Alice writes value X to a linearizable key-value store and the write completes. She calls Bob and tells him to read the key. Bob issues a read. What does linearizability guarantee?
ANothing — linearizability only applies to operations from the same client
BBob will see value X, because Alice's write completed before Bob's read began, and linearizability ensures reads reflect all prior completed writes
CBob may or may not see X — linearizability only guarantees eventual consistency
DBob will see X only if Alice and Bob contact the same server replica
This is the defining scenario for linearizability. Alice's write completed (in real wall-clock time) before Bob's read began. Linearizability requires that Bob's read must observe Alice's write, because the write's linearization point precedes the start of the read. Sequential consistency would not guarantee this — it only requires some legal ordering, not one that respects actual real-time causality across clients.
Question 2 Multiple Choice
A distributed lock service requires that if client A releases a lock and client B then acquires it, B is guaranteed to see all state written by A before the release. Which consistency model is required?
AEventual consistency — the data will propagate to B eventually
BSequential consistency — any total ordering is sufficient for lock correctness
CLinearizability — real-time ordering must be preserved so B is guaranteed to see A's writes
DCausal consistency — tracking causally related operations is sufficient
Lock release and acquisition are real-time-ordered events from different clients. Linearizability guarantees that B's read after acquiring the lock reflects everything completed before B's operation began. Eventual consistency provides no timing guarantee. Sequential consistency does not require respecting real wall-clock time, so B might read stale data even after properly acquiring the lock. Only linearizability provides the required guarantee.
Question 3 True / False
A linearizable distributed system is expected to use a single physical server to maintain its 'single copy' behavioral guarantee.
TTrue
FFalse
Answer: False
Linearizability is a property of observable behavior, not implementation. Distributed systems achieve linearizability using consensus protocols like Raft or Paxos, which coordinate among multiple physical replicas to ensure every operation appears atomic at a single point in time. The 'single copy' semantics is an illusion maintained by the protocol — the physical implementation always involves multiple nodes.
Question 4 True / False
Sequential consistency and linearizability both produce a total order of operations, so they provide identical guarantees to distributed system clients.
TTrue
FFalse
Answer: False
Both produce a total order, but linearizability adds a critical constraint: that total order must respect real wall-clock time for non-overlapping operations. Sequential consistency only requires that some legal total order exists. The Alice-calls-Bob scenario illustrates the gap: sequential consistency does not guarantee Bob sees Alice's completed write; linearizability does, because it respects the actual real-time ordering.
Question 5 Short Answer
Why does achieving linearizability in a distributed system require consensus protocols like Paxos or Raft, and what does this cost?
Think about your answer, then reveal below.
Model answer: To ensure every operation appears atomic at a single point in time across all replicas, replicas must agree on a total order of operations — which requires consensus. Consensus requires multiple network round-trips between replicas, adding latency. More critically, the CAP theorem forces a tradeoff: during a network partition, a linearizable system must refuse requests from the isolated partition (sacrificing availability) to preserve consistency.
Every write must be confirmed by a quorum of replicas before being considered complete. This eliminates stale reads but means any replica outage or network partition can cause writes to stall. Systems like ZooKeeper and etcd accept this tradeoff for coordination tasks where correctness is paramount; they sacrifice availability to preserve linearizable semantics.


→ WORK ITEM:
Retype, exactly and completely, the listing that comes next, skipping its images.

⁂

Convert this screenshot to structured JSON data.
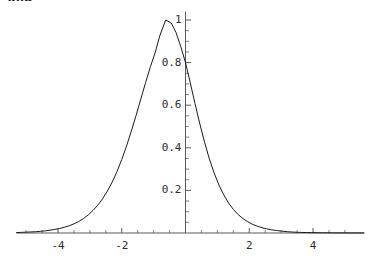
{
  "caption": {
    "text": "and"
  },
  "chart_data": {
    "type": "line",
    "title": "",
    "subtitle": "",
    "xlabel": "",
    "ylabel": "",
    "xlim": [
      -5.3,
      5.6
    ],
    "ylim": [
      0,
      1.06
    ],
    "grid": false,
    "legend": null,
    "x_ticks": [
      -4,
      -2,
      2,
      4
    ],
    "x_tick_labels": [
      "-4",
      "-2",
      "2",
      "4"
    ],
    "x_minor_ticks": [
      -5,
      -4.5,
      -3.5,
      -3,
      -2.5,
      -1.5,
      -1,
      -0.5,
      0.5,
      1,
      1.5,
      2.5,
      3,
      3.5,
      4.5,
      5
    ],
    "y_ticks": [
      0.2,
      0.4,
      0.6,
      0.8,
      1
    ],
    "y_tick_labels": [
      "0.2",
      "0.4",
      "0.6",
      "0.8",
      "1"
    ],
    "y_minor_ticks": [
      0.05,
      0.1,
      0.15,
      0.25,
      0.3,
      0.35,
      0.45,
      0.5,
      0.55,
      0.65,
      0.7,
      0.75,
      0.85,
      0.9,
      0.95
    ],
    "axis_color": "#595959",
    "line_color": "#1a1a1a",
    "line_width": 1.0,
    "background": "#ffffff",
    "peak": {
      "x": -0.62,
      "y": 1.0
    },
    "value_at_zero": 0.8,
    "series": [
      {
        "name": "curve",
        "x": [
          -5.3,
          -5.15,
          -5.0,
          -4.85,
          -4.7,
          -4.55,
          -4.4,
          -4.25,
          -4.1,
          -3.95,
          -3.8,
          -3.65,
          -3.5,
          -3.35,
          -3.2,
          -3.05,
          -2.9,
          -2.75,
          -2.6,
          -2.45,
          -2.3,
          -2.15,
          -2.0,
          -1.85,
          -1.7,
          -1.55,
          -1.4,
          -1.25,
          -1.1,
          -0.95,
          -0.8,
          -0.62,
          -0.45,
          -0.3,
          -0.15,
          0.0,
          0.15,
          0.3,
          0.45,
          0.6,
          0.75,
          0.9,
          1.05,
          1.2,
          1.35,
          1.5,
          1.65,
          1.8,
          1.95,
          2.1,
          2.25,
          2.4,
          2.55,
          2.7,
          2.85,
          3.0,
          3.2,
          3.4,
          3.6,
          3.8,
          4.0,
          4.3,
          4.6,
          5.0,
          5.3,
          5.6
        ],
        "y": [
          0.002,
          0.003,
          0.004,
          0.005,
          0.006,
          0.008,
          0.01,
          0.013,
          0.017,
          0.021,
          0.027,
          0.034,
          0.043,
          0.054,
          0.068,
          0.085,
          0.106,
          0.131,
          0.161,
          0.197,
          0.239,
          0.288,
          0.345,
          0.408,
          0.478,
          0.552,
          0.63,
          0.707,
          0.781,
          0.848,
          0.929,
          1.0,
          0.986,
          0.942,
          0.876,
          0.8,
          0.705,
          0.607,
          0.512,
          0.425,
          0.347,
          0.281,
          0.225,
          0.179,
          0.141,
          0.111,
          0.087,
          0.068,
          0.053,
          0.041,
          0.032,
          0.025,
          0.019,
          0.015,
          0.012,
          0.009,
          0.006,
          0.004,
          0.003,
          0.002,
          0.0015,
          0.001,
          0.0007,
          0.0004,
          0.0003,
          0.0002
        ]
      }
    ]
  }
}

⁂

→ RESPONSE TO THIS TASK:
Convert this screenshot to structured JSON data.
{
  "caption": {
    "text": "and"
  },
  "chart_data": {
    "type": "line",
    "title": "",
    "subtitle": "",
    "xlabel": "",
    "ylabel": "",
    "xlim": [
      -5.3,
      5.6
    ],
    "ylim": [
      0,
      1.06
    ],
    "grid": false,
    "legend": null,
    "x_ticks": [
      -4,
      -2,
      2,
      4
    ],
    "x_tick_labels": [
      "-4",
      "-2",
      "2",
      "4"
    ],
    "x_minor_ticks": [
      -5,
      -4.5,
      -3.5,
      -3,
      -2.5,
      -1.5,
      -1,
      -0.5,
      0.5,
      1,
      1.5,
      2.5,
      3,
      3.5,
      4.5,
      5
    ],
    "y_ticks": [
      0.2,
      0.4,
      0.6,
      0.8,
      1
    ],
    "y_tick_labels": [
      "0.2",
      "0.4",
      "0.6",
      "0.8",
      "1"
    ],
    "y_minor_ticks": [
      0.05,
      0.1,
      0.15,
      0.25,
      0.3,
      0.35,
      0.45,
      0.5,
      0.55,
      0.65,
      0.7,
      0.75,
      0.85,
      0.9,
      0.95
    ],
    "axis_color": "#595959",
    "line_color": "#1a1a1a",
    "line_width": 1.0,
    "background": "#ffffff",
    "peak": {
      "x": -0.62,
      "y": 1.0
    },
    "value_at_zero": 0.8,
    "series": [
      {
        "name": "curve",
        "x": [
          -5.3,
          -5.15,
          -5.0,
          -4.85,
          -4.7,
          -4.55,
          -4.4,
          -4.25,
          -4.1,
          -3.95,
          -3.8,
          -3.65,
          -3.5,
          -3.35,
          -3.2,
          -3.05,
          -2.9,
          -2.75,
          -2.6,
          -2.45,
          -2.3,
          -2.15,
          -2.0,
          -1.85,
          -1.7,
          -1.55,
          -1.4,
          -1.25,
          -1.1,
          -0.95,
          -0.8,
          -0.62,
          -0.45,
          -0.3,
          -0.15,
          0.0,
          0.15,
          0.3,
          0.45,
          0.6,
          0.75,
          0.9,
          1.05,
          1.2,
          1.35,
          1.5,
          1.65,
          1.8,
          1.95,
          2.1,
          2.25,
          2.4,
          2.55,
          2.7,
          2.85,
          3.0,
          3.2,
          3.4,
          3.6,
          3.8,
          4.0,
          4.3,
          4.6,
          5.0,
          5.3,
          5.6
        ],
        "y": [
          0.002,
          0.003,
          0.004,
          0.005,
          0.006,
          0.008,
          0.01,
          0.013,
          0.017,
          0.021,
          0.027,
          0.034,
          0.043,
          0.054,
          0.068,
          0.085,
          0.106,
          0.131,
          0.161,
          0.197,
          0.239,
          0.288,
          0.345,
          0.408,
          0.478,
          0.552,
          0.63,
          0.707,
          0.781,
          0.848,
          0.929,
          1.0,
          0.986,
          0.942,
          0.876,
          0.8,
          0.705,
          0.607,
          0.512,
          0.425,
          0.347,
          0.281,
          0.225,
          0.179,
          0.141,
          0.111,
          0.087,
          0.068,
          0.053,
          0.041,
          0.032,
          0.025,
          0.019,
          0.015,
          0.012,
          0.009,
          0.006,
          0.004,
          0.003,
          0.002,
          0.0015,
          0.001,
          0.0007,
          0.0004,
          0.0003,
          0.0002
        ]
      }
    ]
  }
}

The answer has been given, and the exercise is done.